CHICAGO, IL- GlobeSt.com reported on Tuesday that DTZ just released its 16th annual Global Occupancy Costs-Offices survey and found that costs for office space in Asia and the United States were trending in very different directions. North Asian costs increased by 6.3% but American costs went down by 10.9%. The primary driver of that decline was the search by American tenants for greater efficiencies in the workplace. Employers have generally found that younger workers especially don't need or want as much space as their elders.
But Karine Woodford, the head of occupier research at DTZ, a London-based company, tells GlobeSt.com that American costs will probably rise over the next two years. “We do forecast occupancy costs growing at a slow rate because rents will steadily increase as job growth begins in earnest,” she said. That does not, however, mean that the search for efficiency has ended. American workplaces still have more space for each employee than other nations and “tenants here have not taken advantage of all the efficiencies.”

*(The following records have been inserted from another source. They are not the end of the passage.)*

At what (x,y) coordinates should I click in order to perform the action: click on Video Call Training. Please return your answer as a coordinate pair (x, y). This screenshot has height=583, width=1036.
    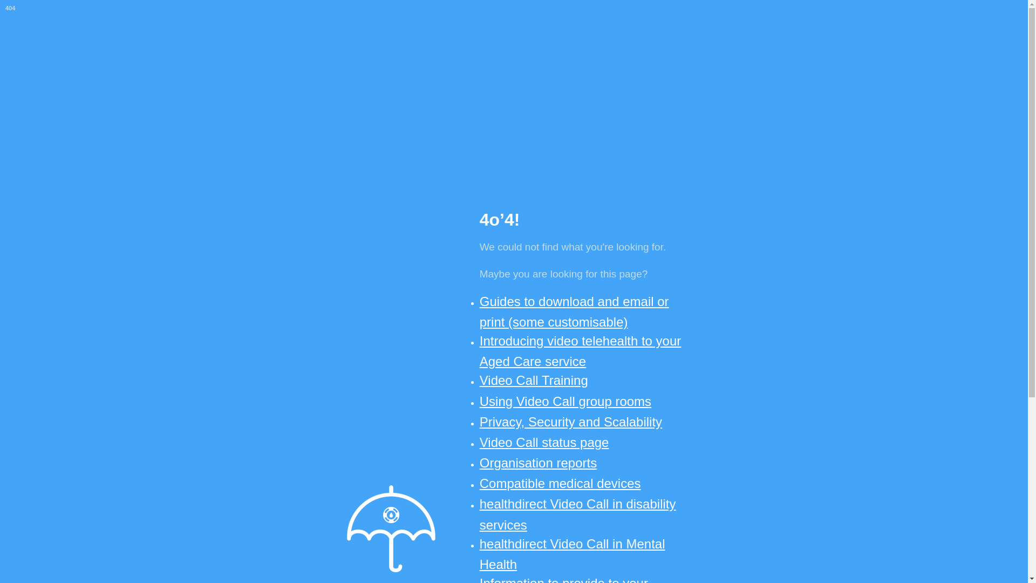
    Looking at the image, I should click on (534, 380). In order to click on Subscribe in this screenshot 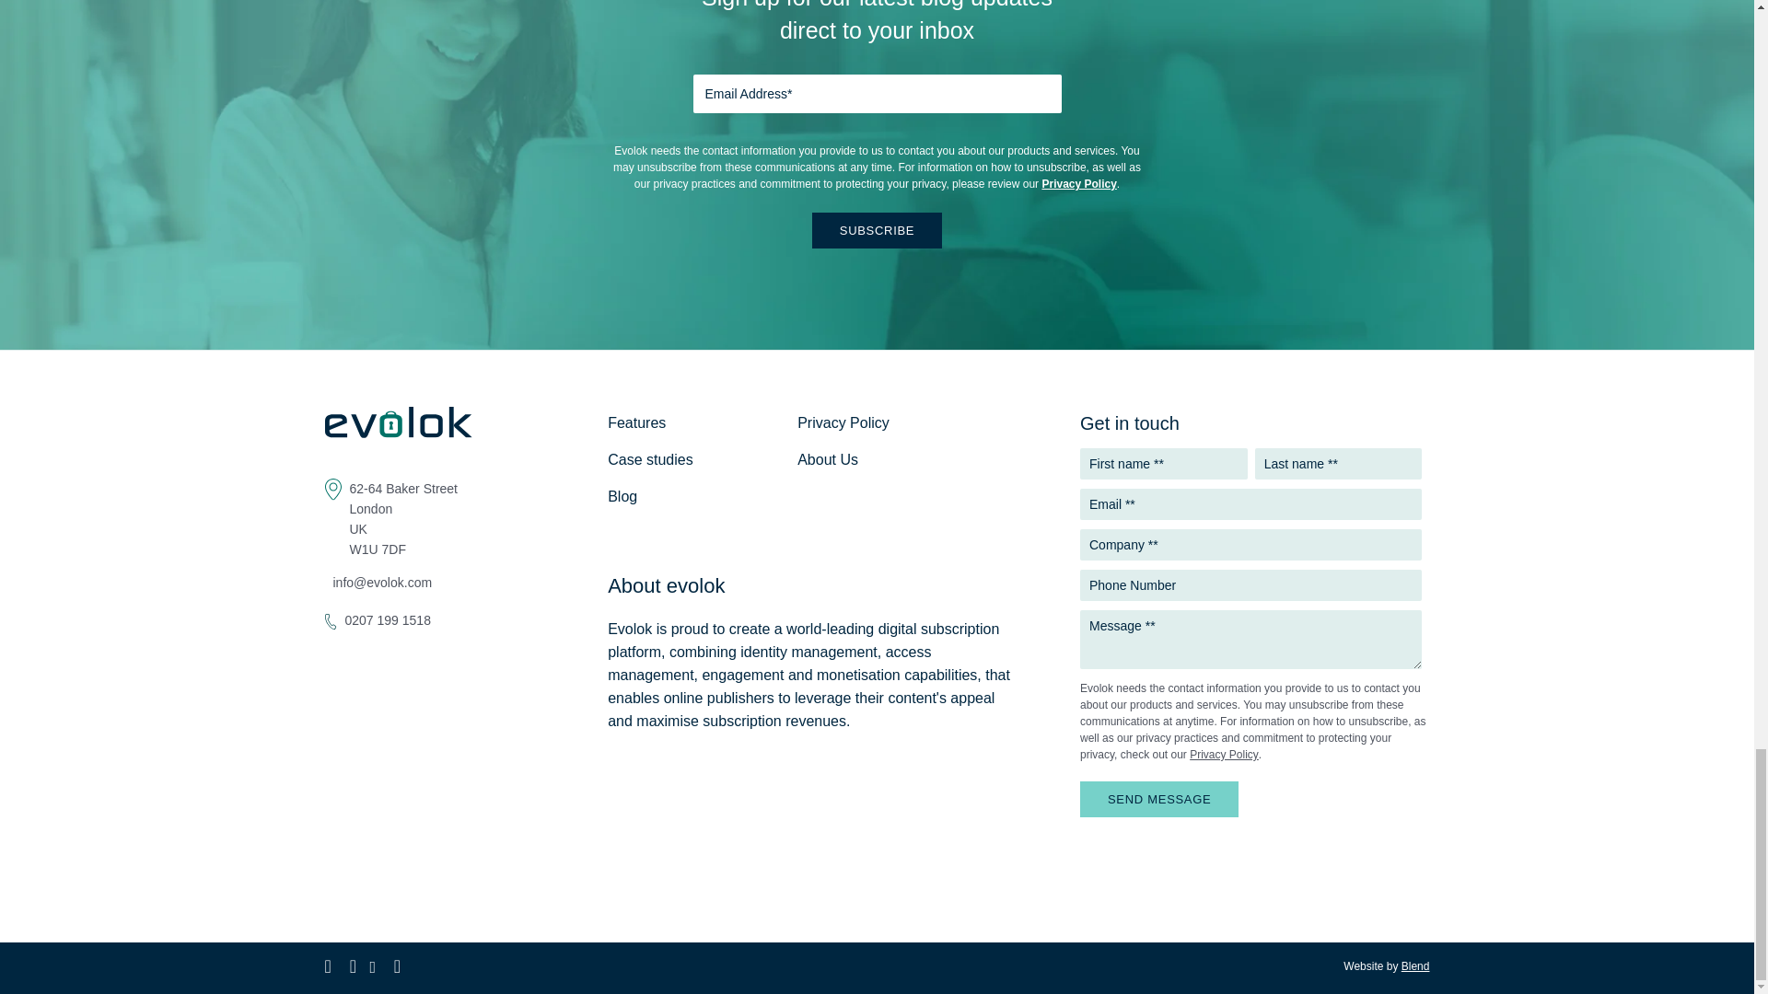, I will do `click(877, 230)`.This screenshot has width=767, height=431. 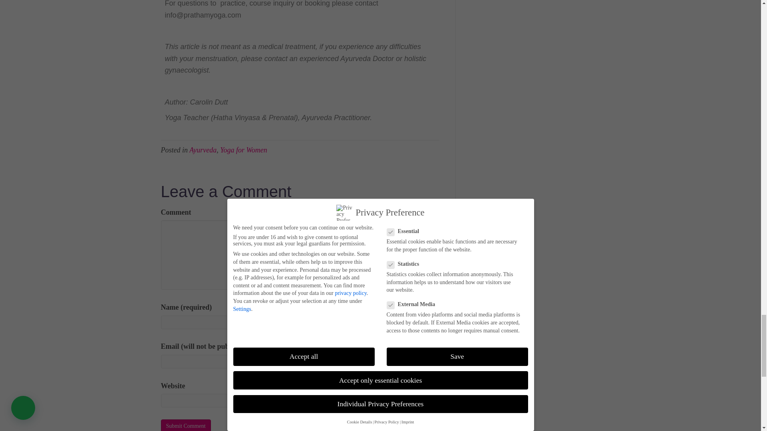 I want to click on Submit Comment, so click(x=185, y=425).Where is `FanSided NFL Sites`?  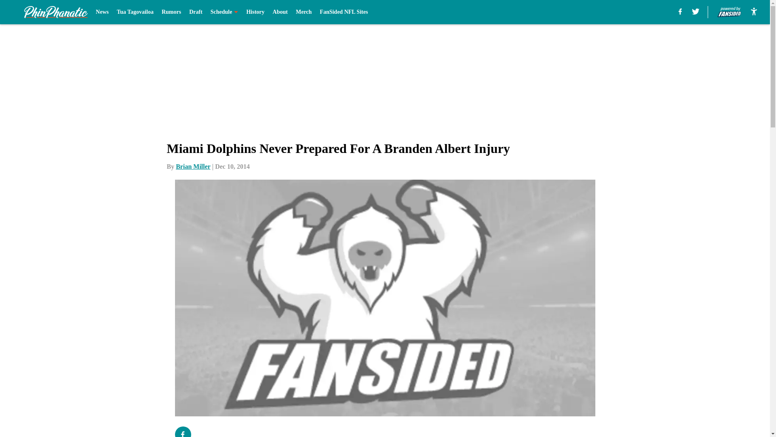 FanSided NFL Sites is located at coordinates (344, 12).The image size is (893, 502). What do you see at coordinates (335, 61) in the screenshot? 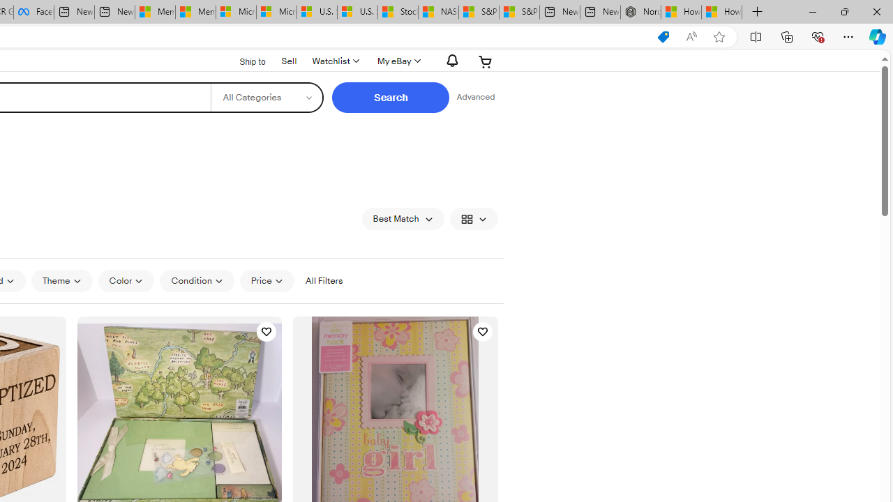
I see `WatchlistExpand Watch List` at bounding box center [335, 61].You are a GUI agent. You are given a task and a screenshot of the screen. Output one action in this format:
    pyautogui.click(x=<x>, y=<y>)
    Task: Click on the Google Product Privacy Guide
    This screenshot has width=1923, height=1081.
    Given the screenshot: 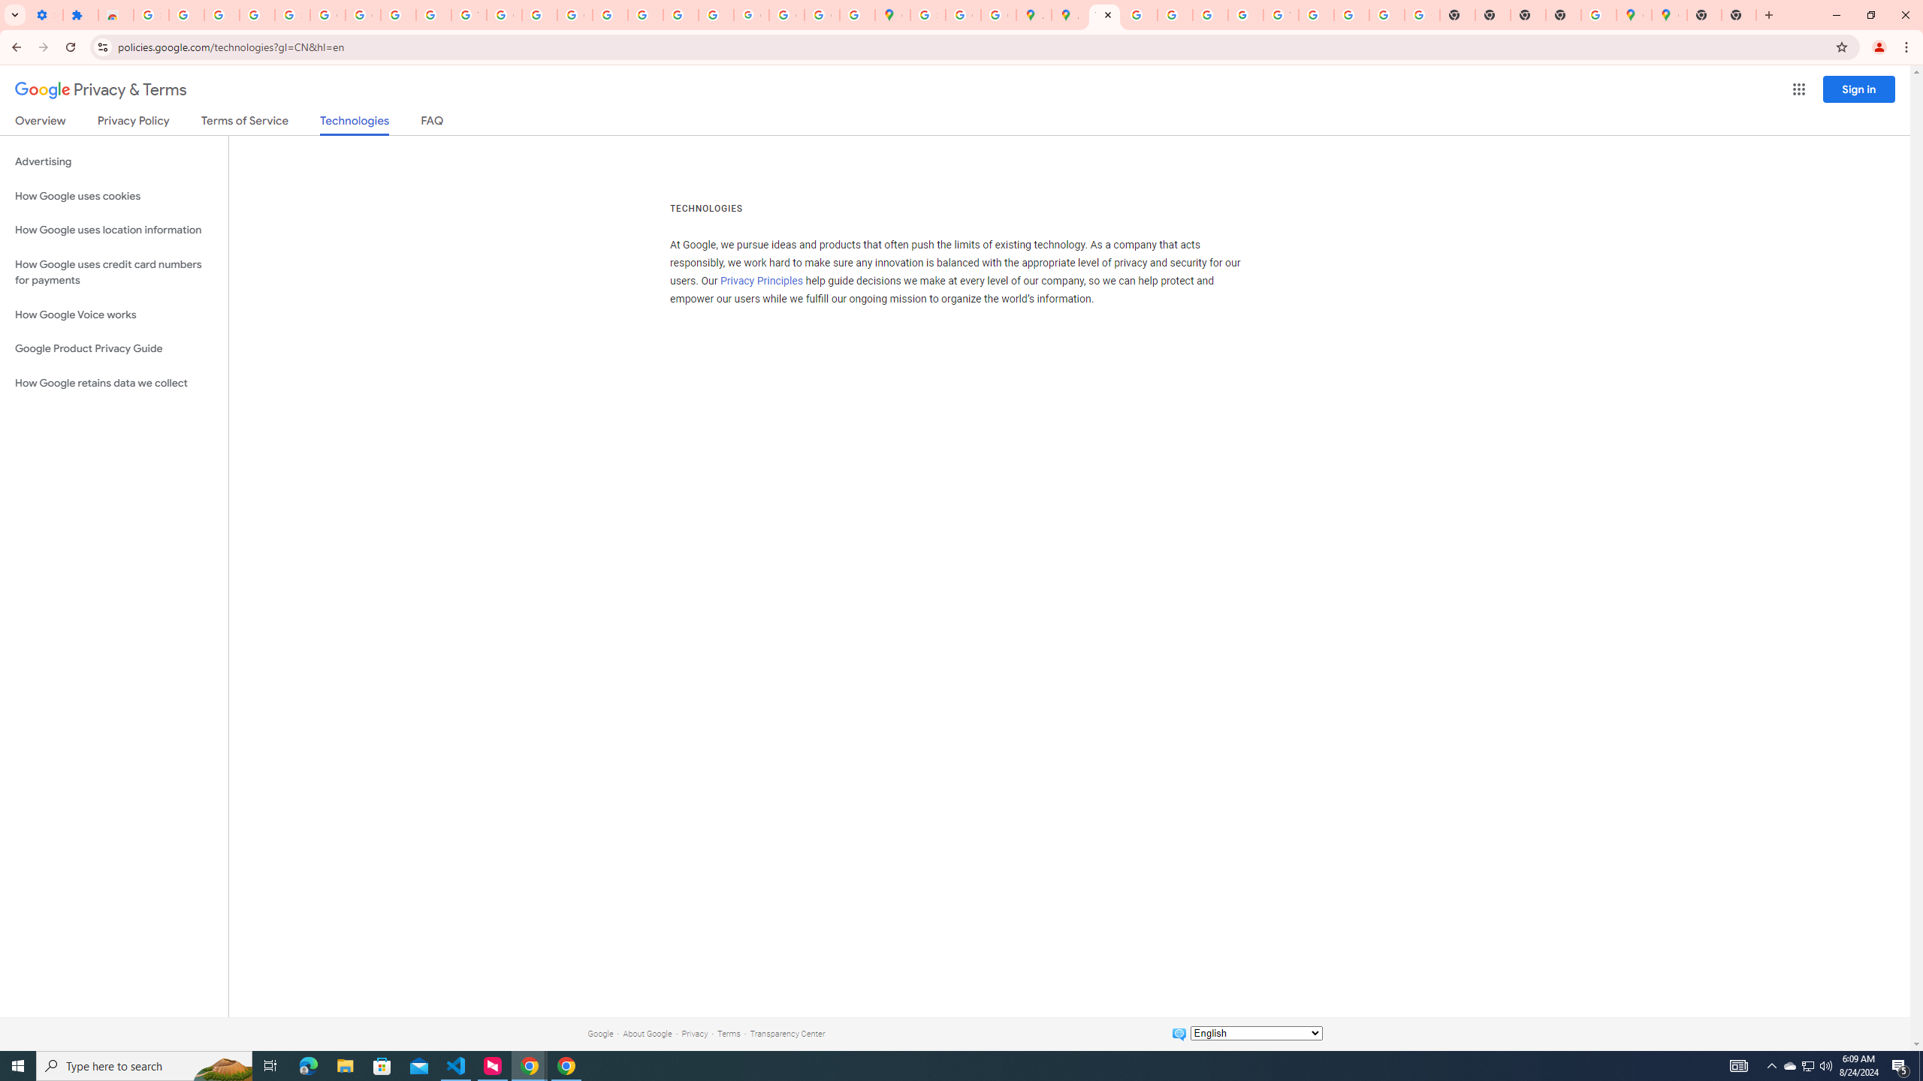 What is the action you would take?
    pyautogui.click(x=114, y=349)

The sharp rise in occupancy costs in North Asia was driven by the markets in China's glittering super-cities such as Beijing, which grew more than 17% in 2012, but this could change. “The Beijing market is characterized be a severe shortage of office space, with overall market vacancy at only 2.8% at year-end 2012,” Woodford said. “Looking ahead, continued strong domestic demand together with the injection of new good quality space will drive rental growth, and thus occupancy costs in China's capital city, but nowhere near the heady increases endured by tenants in 2011-12.”
One relatively new aspect to DTZ's annual GOCO study is the analysis of occupancy costs for secondary or average-grade buildings. This was the second year that they have looked at these numbers, and found that in 2012 costs for these offices rose an average of 4.2%, compared to the global increase of only 1.0% for prime locations. “The reason behind this is that increasingly occupiers are looking for secondary space as prime stock is limited and expensive – hence driving rent increases in average-grade buildings. We expect the gap between prime and secondary to continue to accentuate in some of these markets going forward.”